Although I'm just catching on to Microsoft's new tune on ODF, as is Slashdot, which posted an item about Dan Farber's blog a few hours ago, another journalist really deserves the credit for jumping on this more than two weeks ago. Andy Updegrove, who publishes the "Standards Blog" on The ConsortiumInfo.org, noted in an October 10 post that Microsoft was being very careful never to say never about ODF support. In fact, Updegrove says, Microsoft executives contacted him after he published a feature on the Massachusetts decision and its implications to make it clear: The company's position towards ODF support was a matter of what its own customers said they wanted, not a religious issue.
If Microsoft does, in fact, announce that it will support ODF in Office 12, it will certainly disappoint fans of StarOffice, OpenOffice.org, ThinkFree Office, and various other competitors who have high hopes but vanishingly small present-day market shares from which to begin their battles. These groups would dearly love for Redmond to hand over some of its customers, especially public-sector organizations that may follow Massachusetts down the ODF path.
If that doesn't happen, then it suggests that Microsoft actually possesses a remarkable trait for a company with such a commanding market position: the ability to turn around and fix a mistake. Don't expect Steve Ballmer to call a press conference so that he can apologize to the world for dissing ODF; in fact, As Ozzie's comments to Dan Farber suggest, the company has moved carefully enough to save face and eventually to deny that it changed its position at all.

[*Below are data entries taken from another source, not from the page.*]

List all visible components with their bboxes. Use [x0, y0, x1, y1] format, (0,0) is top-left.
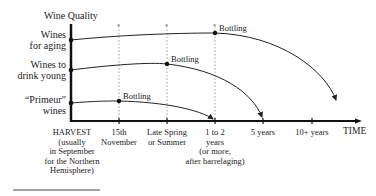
tick-15th-november: 15th November: [94, 128, 144, 147]
category-young-line1: Wines to: [31, 59, 66, 70]
svg-text:*: *: [165, 23, 168, 29]
bottling-label-aging: Bottling: [219, 24, 247, 34]
tick-10-plus-years: 10+ years: [287, 128, 337, 138]
category-aging-line2: for aging: [30, 40, 66, 51]
x-axis-title: TIME: [343, 127, 366, 137]
category-primeur-line2: wines: [43, 105, 66, 116]
bottling-label-young: Bottling: [171, 55, 199, 65]
category-primeur-line1: “Primeur”: [25, 94, 66, 105]
curve-primeur: [71, 101, 213, 119]
y-axis-title: Wine Quality: [44, 10, 98, 21]
bottling-label-primeur: Bottling: [123, 92, 151, 102]
curve-young: [71, 63, 262, 117]
svg-text:*: *: [213, 23, 216, 29]
svg-text:*: *: [117, 23, 120, 29]
curve-aging: [71, 33, 336, 100]
dotted-guides: [119, 26, 215, 121]
tick-5-years: 5 years: [238, 128, 288, 138]
category-aging-line1: Wines: [41, 29, 66, 40]
category-young-line2: drink young: [17, 70, 66, 81]
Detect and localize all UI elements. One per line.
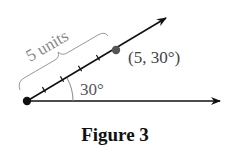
- length-label: 5 units: [23, 26, 72, 65]
- figure-caption: Figure 3: [81, 124, 149, 145]
- point-label: (5, 30°): [128, 48, 180, 67]
- pole-point: [23, 97, 31, 105]
- angle-label: 30°: [80, 80, 104, 99]
- polar-diagram: 5 units (5, 30°) 30° Figure 3: [0, 0, 231, 150]
- angle-arc: [67, 78, 73, 101]
- polar-point: [112, 46, 120, 54]
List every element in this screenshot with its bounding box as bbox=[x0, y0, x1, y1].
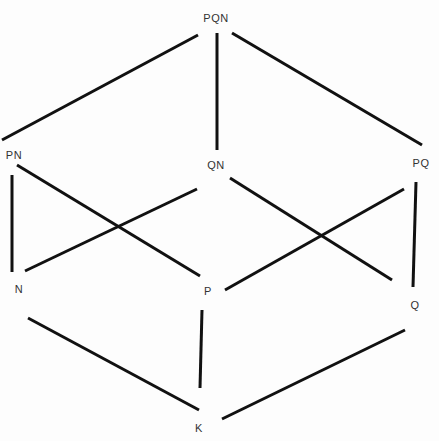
edge-qn-q bbox=[230, 178, 392, 280]
node-label-q: Q bbox=[410, 299, 419, 311]
node-label-pq: PQ bbox=[413, 157, 430, 169]
node-label-p: P bbox=[204, 285, 212, 297]
node-label-pqn: PQN bbox=[203, 12, 228, 24]
edge-pn-p bbox=[17, 165, 200, 276]
edge-n-k bbox=[28, 318, 199, 410]
node-label-n: N bbox=[15, 283, 23, 295]
edge-pq-p bbox=[225, 189, 404, 290]
diagram-edges bbox=[0, 0, 439, 441]
edge-pq-q bbox=[413, 182, 416, 287]
edge-pqn-pq bbox=[232, 33, 422, 145]
node-label-qn: QN bbox=[207, 159, 225, 171]
edge-p-k bbox=[200, 310, 202, 388]
edge-q-k bbox=[222, 330, 405, 419]
edge-pqn-pn bbox=[2, 35, 198, 140]
node-label-k: K bbox=[195, 422, 203, 434]
node-label-pn: PN bbox=[6, 149, 22, 161]
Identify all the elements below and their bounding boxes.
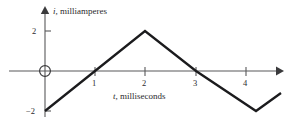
plot-canvas [0, 0, 290, 137]
x-tick-label-3: 3 [193, 79, 197, 88]
y-axis-title: i, milliamperes [53, 7, 107, 16]
y-tick-label-minus-2: −2 [26, 107, 35, 116]
x-axis-title: t, milliseconds [113, 92, 166, 101]
x-tick-label-4: 4 [243, 79, 247, 88]
x-tick-label-2: 2 [142, 79, 146, 88]
y-tick-label-2: 2 [32, 27, 36, 36]
x-tick-label-1: 1 [92, 79, 96, 88]
arrow-right-icon [276, 67, 284, 76]
x-axis-unit: milliseconds [120, 91, 166, 101]
current-waveform-figure: 2 −2 1 2 3 4 i, milliamperes t, millisec… [0, 0, 290, 137]
arrow-up-icon [41, 6, 49, 14]
y-axis-unit: milliamperes [60, 6, 107, 16]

That's fair enough, especially given the irony of Corel's position to date on providing ODF support in Word Perfect. Updegrove cites another ZDNet interview, this time between David Berlind and Corel WordPerfect communication manager Greg Wood, as yet another example of Corel doing everything except committing to ODF support in WordPerfect. It's the same sort of hokum Wood laid on Updegrove a week ago, and it's an embarrassing position for a company that was not only a founding member of OASIS, but actually sat on the committee that created ODF.
The true irony, however, takes WordPerfect back long before its association with Corel, to a time when it owned a commanding position in the office productivity software market. Microsoft didn't, strictly speaking, beat WordPerfect in head-to-head competition; it's more fair to say that WordPerfect, through its own arrogance, blindness, and stupidity, handed over more than enough customers to seal its eventual fate. Nearly 20 years later, teetering on the verge of absolute irrelevance and largely invisible, we hear from WordPerfect again: making just enough noise to prove that some things never change.

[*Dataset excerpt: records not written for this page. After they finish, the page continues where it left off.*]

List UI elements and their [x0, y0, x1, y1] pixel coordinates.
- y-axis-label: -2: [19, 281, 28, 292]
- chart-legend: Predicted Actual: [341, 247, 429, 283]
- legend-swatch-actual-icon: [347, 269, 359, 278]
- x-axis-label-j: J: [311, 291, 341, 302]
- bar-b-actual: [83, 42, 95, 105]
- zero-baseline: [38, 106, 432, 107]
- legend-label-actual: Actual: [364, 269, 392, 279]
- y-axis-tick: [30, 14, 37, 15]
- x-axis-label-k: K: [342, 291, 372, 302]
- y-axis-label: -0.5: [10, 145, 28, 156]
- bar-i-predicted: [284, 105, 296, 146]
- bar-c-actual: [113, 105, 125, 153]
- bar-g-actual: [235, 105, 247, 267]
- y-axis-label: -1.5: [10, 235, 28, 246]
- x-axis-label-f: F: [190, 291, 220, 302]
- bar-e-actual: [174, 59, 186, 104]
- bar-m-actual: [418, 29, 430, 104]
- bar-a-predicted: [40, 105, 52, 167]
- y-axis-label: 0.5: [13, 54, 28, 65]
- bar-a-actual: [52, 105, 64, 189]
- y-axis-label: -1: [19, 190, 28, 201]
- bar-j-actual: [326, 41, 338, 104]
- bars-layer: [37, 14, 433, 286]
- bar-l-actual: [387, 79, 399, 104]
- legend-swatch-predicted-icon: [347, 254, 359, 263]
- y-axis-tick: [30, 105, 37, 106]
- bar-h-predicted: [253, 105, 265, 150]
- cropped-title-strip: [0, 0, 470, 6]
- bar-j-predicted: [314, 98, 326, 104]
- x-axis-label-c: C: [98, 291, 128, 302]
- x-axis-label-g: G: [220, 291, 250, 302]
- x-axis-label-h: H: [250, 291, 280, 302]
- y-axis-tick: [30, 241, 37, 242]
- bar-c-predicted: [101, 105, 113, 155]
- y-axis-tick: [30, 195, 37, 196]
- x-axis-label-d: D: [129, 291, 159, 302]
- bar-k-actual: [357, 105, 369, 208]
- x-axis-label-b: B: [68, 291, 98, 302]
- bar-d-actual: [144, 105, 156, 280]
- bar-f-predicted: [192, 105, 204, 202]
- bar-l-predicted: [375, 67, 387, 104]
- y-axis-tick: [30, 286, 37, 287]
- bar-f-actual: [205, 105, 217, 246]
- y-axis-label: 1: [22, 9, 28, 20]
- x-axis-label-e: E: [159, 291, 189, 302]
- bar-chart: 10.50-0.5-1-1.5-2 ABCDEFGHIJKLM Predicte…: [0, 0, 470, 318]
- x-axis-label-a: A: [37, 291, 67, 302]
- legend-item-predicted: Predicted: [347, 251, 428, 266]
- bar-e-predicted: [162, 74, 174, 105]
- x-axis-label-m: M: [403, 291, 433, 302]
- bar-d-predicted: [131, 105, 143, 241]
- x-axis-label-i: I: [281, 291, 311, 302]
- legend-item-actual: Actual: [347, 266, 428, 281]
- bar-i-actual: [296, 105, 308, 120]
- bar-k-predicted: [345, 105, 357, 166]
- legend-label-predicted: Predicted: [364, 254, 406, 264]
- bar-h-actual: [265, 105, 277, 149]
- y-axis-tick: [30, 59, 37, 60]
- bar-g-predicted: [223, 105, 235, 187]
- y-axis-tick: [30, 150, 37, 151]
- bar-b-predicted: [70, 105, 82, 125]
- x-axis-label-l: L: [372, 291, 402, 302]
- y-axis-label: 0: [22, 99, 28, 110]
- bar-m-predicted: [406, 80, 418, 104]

On the other hand, some things do change. A week ago, I believed that Microsoft was destined to follow in the footsteps of WordPerfect, and IBM, and any number of other Kings of the Universe who followed their own egos straight off the edge of a cliff. Now, however, it looks as if Microsoft is determined to avoid that fate, at least for the time being. In the process, it will give its own would-be successors a much harder path to follow. Yet I have to Microsoft credit: Few companies could spend such a long time on top, and face so little serious competition, without falling for the delusion that it not only dominates the market, but that it is the market.